Instructional goals are always our first and foremost concern; the technology, whatever its form, is a tool to assist us in meeting these goals. In the model of the Asia Society International Studies School Network, we prepare college-ready, globally competent students by requiring them to participate in learning engagements both within and beyond the classroom. Internships, service learning, foreign and domestic travel and learning expeditions of all kinds develop students’ methods of inquiry. What’s especially exciting about integrating cell phone use into the curriculum is the opportunity to extend and better support the rich learning that’s already happening outside of our classrooms (while also allowing us to work around the ban).

We design inquiry-based curricula that send students out into the world to investigate, collect, report, reflect and engage. In doing so, students gain a sense of themselves as producers of knowledge. They become part of a continuous learning loop of inputs and outputs mediated by teacher and student alike. With basic mobile functions like voice, text and camera coupled with web 2.0 technologies, students’ knowledge can be shared locally and globally, all the while developing critical communication and collaboration skills. Audiocasting, photoblogging, polling, surveying and language acquisition are just a few of the activities that utilize mobile devices for learning. These are context-specific opportunities for students to share with authentic and limitless audiences. And for teenagers, to share is to be — which lies at the heart of their love for the cell phone to begin with. As educators, we need to leverage this love to help students transform their communication networks into learning networks. There’s a wealth of untapped learning potential in those seemingly inane text messages; Twitter is one powerful example. If we’re successful in facilitating this transformation, then we have truly created a culture of life-long learners who make no distinction between formal and informal learning environments, who learn whenever and wherever they are curious.

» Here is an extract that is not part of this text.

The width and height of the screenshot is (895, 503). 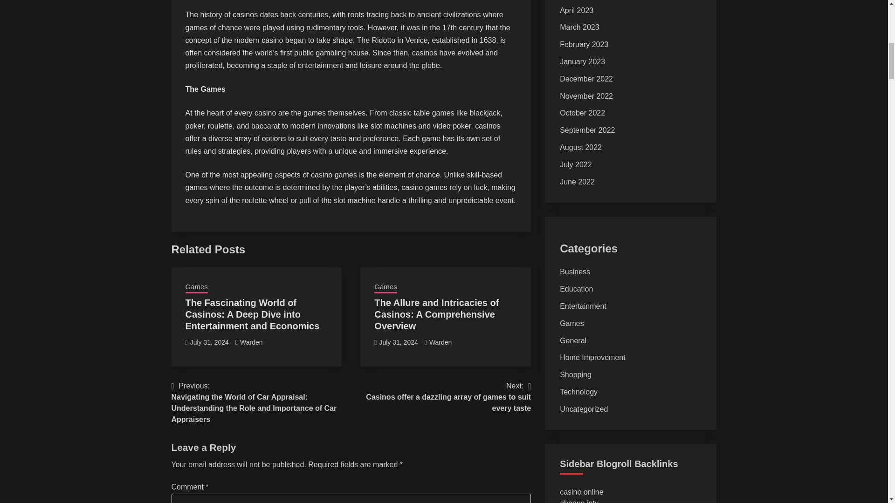 What do you see at coordinates (209, 342) in the screenshot?
I see `July 31, 2024` at bounding box center [209, 342].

Yes, there are challenges: lack of plan uniformity, small screens and truncated communication styles are often pointed to. But we mustn’t surrender to shortsighted interpretations of mobile devices in schools. We do need to establish norms of behavior, but let’s move swiftly through discussions of acceptable use to the wider implications for learning and digital literacy. Mobile devices are, and will continue to be, an integral part of our students’ lives. Let’s aid their understanding of them as portals to learning.